I would occasionally place my fingers to my lips, clinging to the feeling of his from the memory, while I waited for the right moment.
With us, it would manifest itself. They always did.
Truth or Spite
Dad brought his work back to the kitchen for the third day in a row when I brought in my own skills I’d been learning.
He was dangling hooks of hope and one caught me, pricking as it pulled to show him, to show me, to show I was not all play, that I was doinggood, and the world didn’t have to end.
It was dinner time and I wanted some breakfast food, so I cooked an egg scramble for us—not to be mistaken for plain scrambled eggs—with potatoes, onions, spinach, tomatoes, peppers, garlic, and cheese. Some things Isolde picked up for me. Pouring in the eggs and watching the yellow flow through and fill the spaces between the rest was the most fun part.
Dad typed away and mumbled to himself, and I almost mumbled some sense tomyself, until I felt another prick in the eyeing he gave me, the smallest acknowledgment, as I plated our food.
I knew he hadn’t eaten yet, so if he turned this down. . .
“Egg scramble,” I said when I carried our plates to the table, his slipping from my shaky hand with a light clang, that I quickly tried to cover up by putting mine down at the same time. “It’s good.”
His face was neutral as he now eyed his food, a single unemotional look that flipped mine around enough to almost sit down before grabbing us forks.
I tripped inside his balancing acts, and I had to remind myself I had stronger feet to stand on now.
I was chewing my first bite when he had yet to take his. Watching the rising steam, I told myself he was letting it cool,and the burn from that hope stung sharper than the one on my tongue.
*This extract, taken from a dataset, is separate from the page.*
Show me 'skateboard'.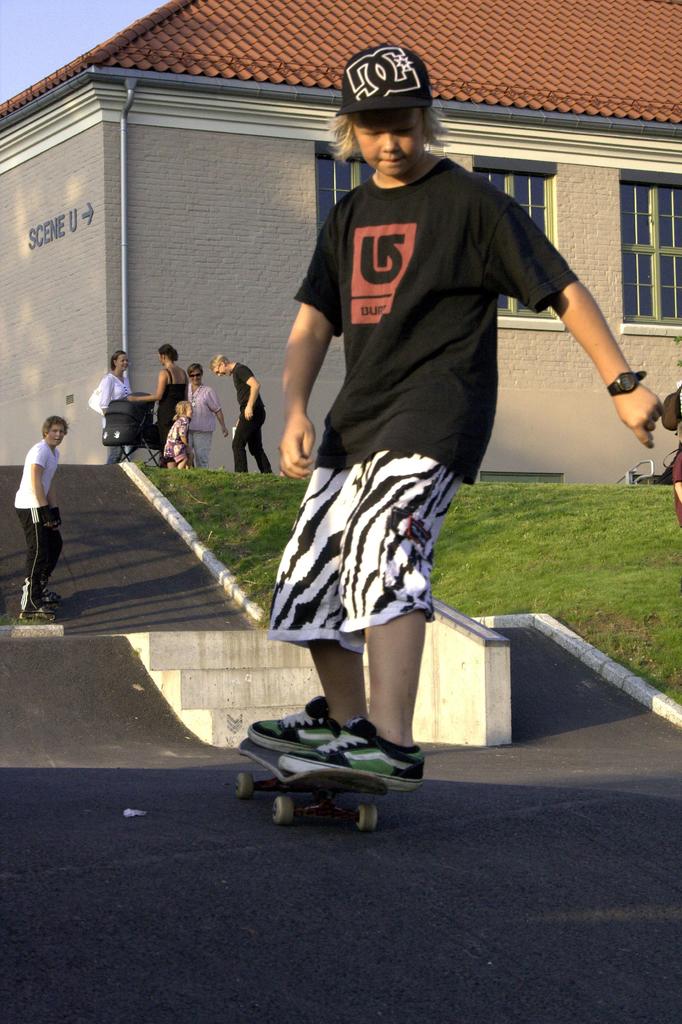
'skateboard' is here: Rect(248, 696, 454, 812).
“I learned to cook,” I told him, now through the burn in my throat. When it spread through my stomach, I realized I forgot to grab us drinks.
“I’ve been learning a lot,” I pressed to his silence, and still untouched food. “And I’ve been leaving the house and I’m still intact.” Though I’d never felt more broken than with him. “And I’m still your daughter.” The cracks showed in this one.
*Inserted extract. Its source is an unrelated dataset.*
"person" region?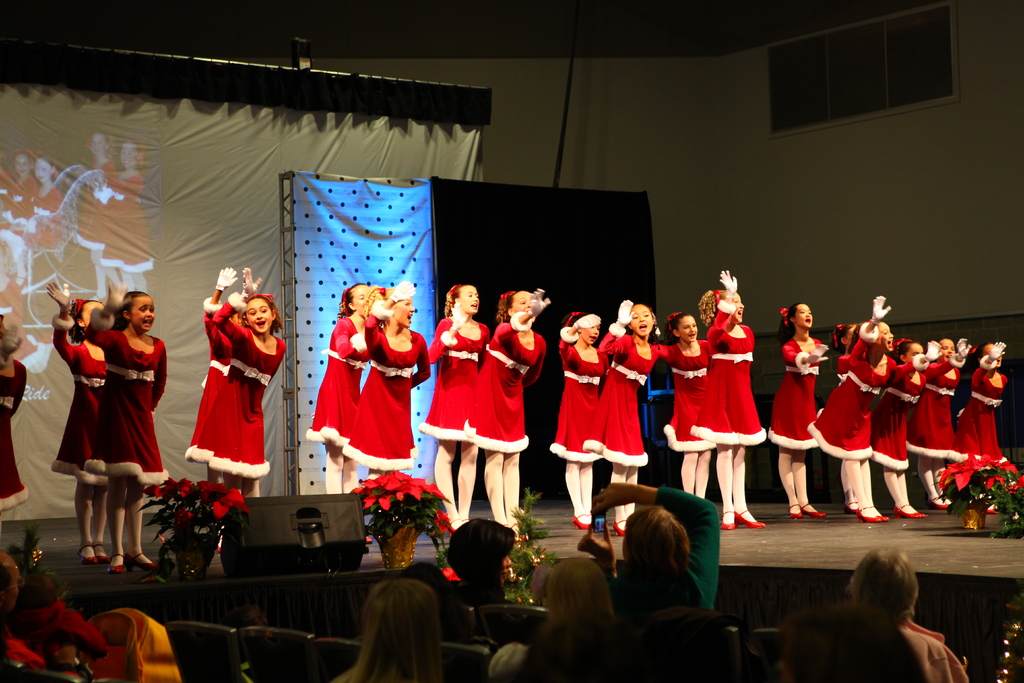
l=950, t=337, r=1005, b=514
I stabbed a section of scramble, my voice raising in his quiet. “And I still know right and wrong.” What wasactualright and wrong because nothing is as black and white as my dad. “I’m not corrupted. I’m not throwing away my future. I’m still gonna work hard and I’m still here”—why?—“and I’m still your daughter.”
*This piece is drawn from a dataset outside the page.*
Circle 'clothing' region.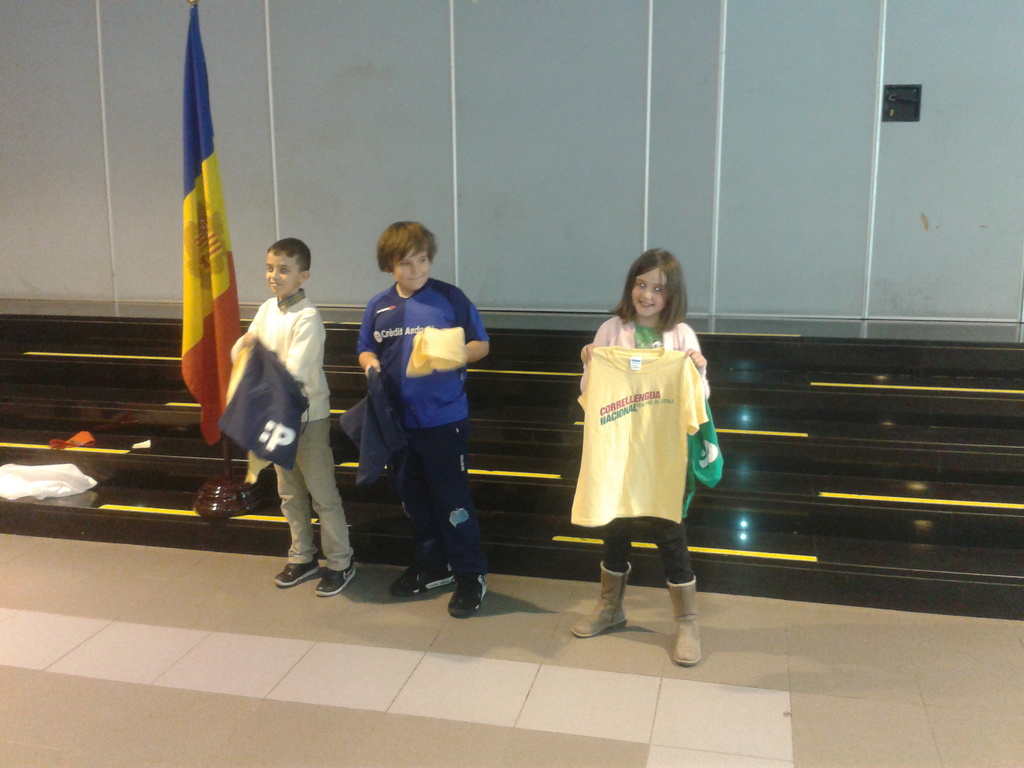
Region: BBox(352, 246, 484, 586).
My throat scraped, along with my fork, as those repeated words came out like punches to his chest to get through.
When he remained unmoved, my next bite tasted too salty. I knew I hadn’t added that much salt, so it shouldn’t have.
I wiped at my face, then said through my teeth, “I learned to keep Mom with me in the little ways I can, with no help from you.”
That was the real punch that put a teeter in him and a breath in me.
That he knocked right back out.
“You’ve been proving a lot to yourself?”
And nothing to you.
It was a realization I’d already realized, but couldn’t accept until now. I’d gone through all the stages, and they were pulsing through me again as I landed at the last one. A change. Every change.
It didn’t matter what I did or didn’t do.
No success outside of my dad’s perspective of the meaning would make a difference in him.
Anything I tried toproveto him would prove pointless.
No matter how much I still showed up, he’d stay missing.
“What’s wrong with you?” Same question I’d asked before that still wouldn’t get answered, even as I waited for it. A slippery road took my mom, and now I didn’t have my dad.
When I washisdaughter, I did.
I wasn’t his daughter. Not the one he claimed.